International Example: Aiming to Duplicate Nasdaq’s Successes in China (cont'd)

• Their objective is to offer a Nasdaq-style electronic trading network through which traders will be able to exchange shares of future new Chinese versions of Microsoft or Intel.

• How might the fact that average stock prices on both the Shanghai and Shenzhen exchanges have fallen by more than 30% since 2000 have contributed to the financing problems faced by smaller Chinese firms?

Copyright © 2008 Pearson Addison Wesley. All rights reserved. 22-65

The Markets for Stocks and Bonds (cont'd)

• The theory of efficient markets

All information entering the market is fully incorporated into stock prices.

Consequently, stock prices tend to drift upward following a random walk.

The best forecast of tomorrow’s price is today’s price plus the effect of any upward drift.

Copyright © 2008 Pearson Addison Wesley. All rights reserved. 22-66

The Markets for Stocks and Bonds (cont'd)

• Random Walk Theory

The theory that there are no predictable trends in securities prices that can be used to “get rich quick.”

Copyright © 2008 Pearson Addison Wesley. All rights reserved. 22-67

The Markets for Stocks and Bonds (cont'd)

• Inside Information

Information that is not available to the general public about what is happening in a corporation

One way to “beat the market,” although it is considered illegal, punishable by substantial fines and imprisonment

Copyright © 2008 Pearson Addison Wesley.

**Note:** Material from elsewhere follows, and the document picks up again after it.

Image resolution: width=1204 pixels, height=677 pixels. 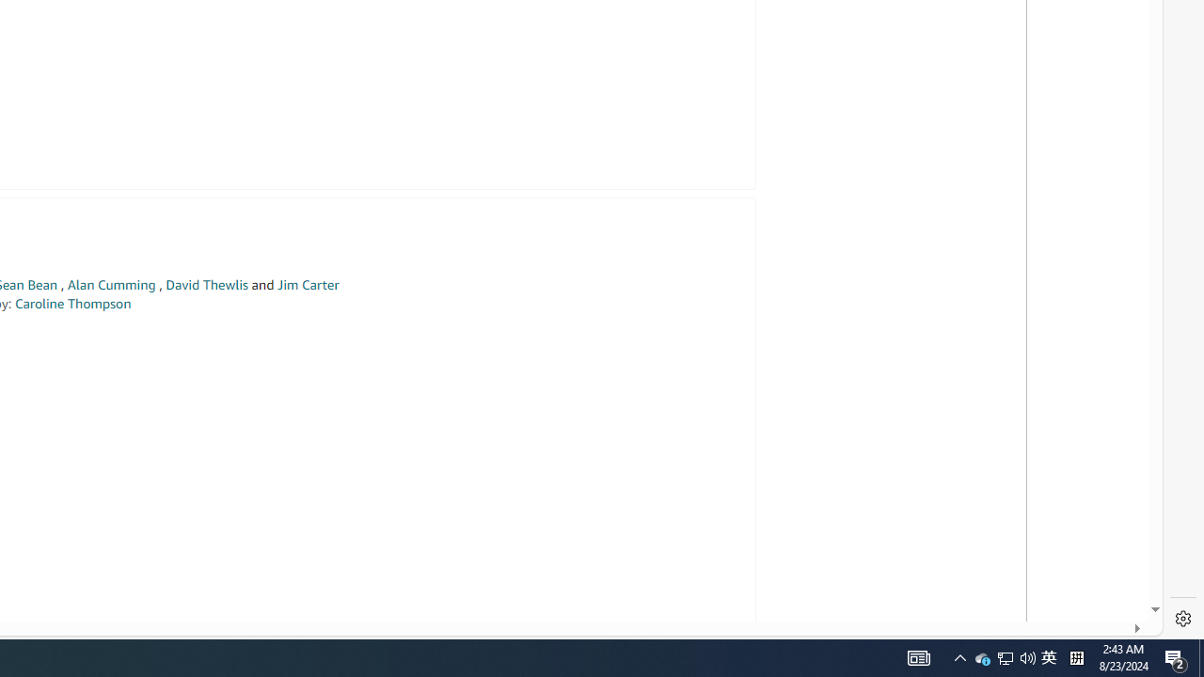 I want to click on Jim Carter, so click(x=308, y=285).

All rights reserved. 22-68

Example: How to Read the Financial Press: Stock Prices

• The Wall Street Journal contains information on stocks.

• Review the columns of information regarding four stocks.

• See if you can calculate the yield on these stocks.

Copyright © 2008 Pearson Addison Wesley. All rights reserved. 22-69

Table 22-4 Reading Stock Quotes

Copyright © 2008 Pearson Addison Wesley. All rights reserved. 22-70

Issues and Applications: Downs and Ups in Seats on the NYSE

• The key determinant of a seat’s price

• Explaining variations in an NYSE seat’s price in the 2000s

• The actual price of a seat on the NYSE

Copyright © 2008 Pearson Addison Wesley. All rights reserved. 22-71

Figure 22-3 The Price of a Seat on the New York Stock Exchange Since 1999

Copyright © 2008 Pearson Addison Wesley. All rights reserved. 22-72

Summary Discussion of Learning Objectives

• Economic rent serves an efficient allocative function for resources that are fixed in supply.

• The main types of business organization Proprietorship

Partnership

Corporation

• Accounting profit is the excess of total revenue over explicit costs. To arrive at economic profit, we must subtract implicit

costs as well.

Copyright © 2008 Pearson Addison Wesley. All rights reserved. 22-73

Summary Discussion of Learning Objectives (cont'd)

• Interest is a payment for the ability to use resources today instead of in the future.

• The present value of a sum to be received in the future can be calculated through discounting.

• The three main sources of corporate funds are stocks, bonds, and reinvestment of profits.